Policy —

App developers, here are 23 pages of suggestions from CA’s new privacy cops

Report is designed to complement law mandating mobile privacy policies.

California Attorney General Kamala Harris.
California Attorney General Kamala Harris.

In recent months the state of California has stepped up its efforts to enforce the California Online Privacy Protection Act (COPPA). In December, Attorney General Kamala Harris made an example of Delta Airlines, which had ignored a letter warning the carrier that it was in violation of COPPA. The statute requires every app which collects data about California users (which, practically speaking, means every app) to conspicuously post a privacy policy disclosing what information is collected and how it will be used.

In a new report, Harris's office offers an official set of recommendations for mobile app developers. California urges app developers to "minimize surprises to users from unexpected privacy practices." In addition to posting a standard privacy policy, the state also recommends the use of "special notices" to alert users when an app might be using data in a way the user might not expect. For example, when an app needs the user's location, the user is typically alerted and given the opportunity to allow or block the application from getting the current location. The state recommends using similar notices when an app collects other sensitive information.

The 23-page report offers a wide variety of other recommendations. Most of them are directed at app developers, but there are also recommendations for the companies that operate app stores, advertising networks, and wireless networks. The state recommends that app developers limit data collection, limit data retention, and avoid using global device identifiers that could be correlated across apps.

The report also recommends using encryption to handle data, limiting access to personal user data by employees, and designating an employee to periodically review an app's privacy practices to ensure that the privacy policy remains up to date.

Finally, the state recommends making privacy policies easy to read and easy to understand. For example, the report suggests presenting privacy information in a "grid or 'nutrition label for privacy'" format that "displays your privacy practices by data type."

These seem like sensible suggestions. And for the most part that's all they are: suggestions. The state's authority to regulate mobile data practices flows from the provisions of the COPPA, which don't mention most of the recommendations in the AG's report. To comply with California law, all you have to do is write a privacy policy accurately describing your data practices and post it somewhere your users can easily find it. The law doesn't say anything about "special notices," minimizing collection of sensitive information, encryption, or most of the other topics covered by the report.

"The recommendations go beyond the law," Special Assistant Attorney General Travis LeBlanc acknowledged in a Wednesday interview. "The law sets the floor for what everyone needs to do."

But he said the state hoped to "move the discourse forward" by educating mobile developers about what state officials view as the best practices for mobile privacy. The report, he says, "walks them through in plain English what they need to think about in terms of privacy."

He said the state planned to follow-up the report with training sessions in the spring, which will be targeted at smaller developers that can't afford to hire full-time privacy experts to craft their privacy policies.

At the same time as it deploys the carrot of helpful advice, the state also plans to continue using the stick of stricter enforcement. LeBlanc told us that the state expected to file another lawsuit in the next month or two against a mobile app developer that had failed to comply with COPPA's requirement of a conspicuous privacy policy. And LeBlanc says that the next step will be to begin enforcing the substance of privacy policies: ensuring that what companies say in their privacy policies matches what they actually do with user data.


- _WORK ORDER_: When copying the listing below, skip every picture and keep each word as it stands.

- _DATA PROVIDED_:
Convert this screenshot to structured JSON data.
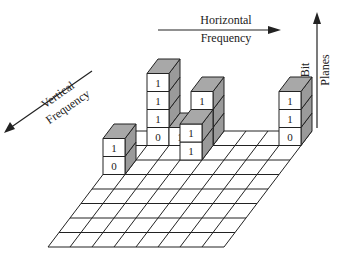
{
  "diagram": {
    "type": "bit-plane decomposition of DCT coefficients (3D block grid)",
    "axes": {
      "horizontal": {
        "line1": "Horizontal",
        "line2": "Frequency"
      },
      "vertical": {
        "line1": "Vertical",
        "line2": "Frequency"
      },
      "bitplanes": {
        "line1": "Bit",
        "line2": "Planes"
      }
    },
    "grid": {
      "rows": 8,
      "cols": 8
    },
    "stacks": [
      {
        "id": "stack-a",
        "row": 0,
        "col": 1,
        "bits_bottom_to_top": [
          "0",
          "1",
          "1",
          "1"
        ]
      },
      {
        "id": "stack-b",
        "row": 0,
        "col": 2,
        "bits_bottom_to_top": [
          "1"
        ]
      },
      {
        "id": "stack-c",
        "row": 0,
        "col": 3,
        "bits_bottom_to_top": [
          "1",
          "0",
          "1"
        ]
      },
      {
        "id": "stack-d",
        "row": 1,
        "col": 3,
        "bits_bottom_to_top": [
          "1",
          "1"
        ]
      },
      {
        "id": "stack-e",
        "row": 0,
        "col": 7,
        "bits_bottom_to_top": [
          "0",
          "1",
          "1"
        ]
      },
      {
        "id": "stack-f",
        "row": 2,
        "col": 0,
        "bits_bottom_to_top": [
          "0",
          "1"
        ]
      }
    ],
    "colors": {
      "line": "#222222",
      "block_top": "#a8a8a8",
      "block_side": "#9a9a9a",
      "block_front": "#ffffff"
    }
  }
}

- _WRITTEN SOLUTION_:
Convert this screenshot to structured JSON data.
{
  "diagram": {
    "type": "bit-plane decomposition of DCT coefficients (3D block grid)",
    "axes": {
      "horizontal": {
        "line1": "Horizontal",
        "line2": "Frequency"
      },
      "vertical": {
        "line1": "Vertical",
        "line2": "Frequency"
      },
      "bitplanes": {
        "line1": "Bit",
        "line2": "Planes"
      }
    },
    "grid": {
      "rows": 8,
      "cols": 8
    },
    "stacks": [
      {
        "id": "stack-a",
        "row": 0,
        "col": 1,
        "bits_bottom_to_top": [
          "0",
          "1",
          "1",
          "1"
        ]
      },
      {
        "id": "stack-b",
        "row": 0,
        "col": 2,
        "bits_bottom_to_top": [
          "1"
        ]
      },
      {
        "id": "stack-c",
        "row": 0,
        "col": 3,
        "bits_bottom_to_top": [
          "1",
          "0",
          "1"
        ]
      },
      {
        "id": "stack-d",
        "row": 1,
        "col": 3,
        "bits_bottom_to_top": [
          "1",
          "1"
        ]
      },
      {
        "id": "stack-e",
        "row": 0,
        "col": 7,
        "bits_bottom_to_top": [
          "0",
          "1",
          "1"
        ]
      },
      {
        "id": "stack-f",
        "row": 2,
        "col": 0,
        "bits_bottom_to_top": [
          "0",
          "1"
        ]
      }
    ],
    "colors": {
      "line": "#222222",
      "block_top": "#a8a8a8",
      "block_side": "#9a9a9a",
      "block_front": "#ffffff"
    }
  }
}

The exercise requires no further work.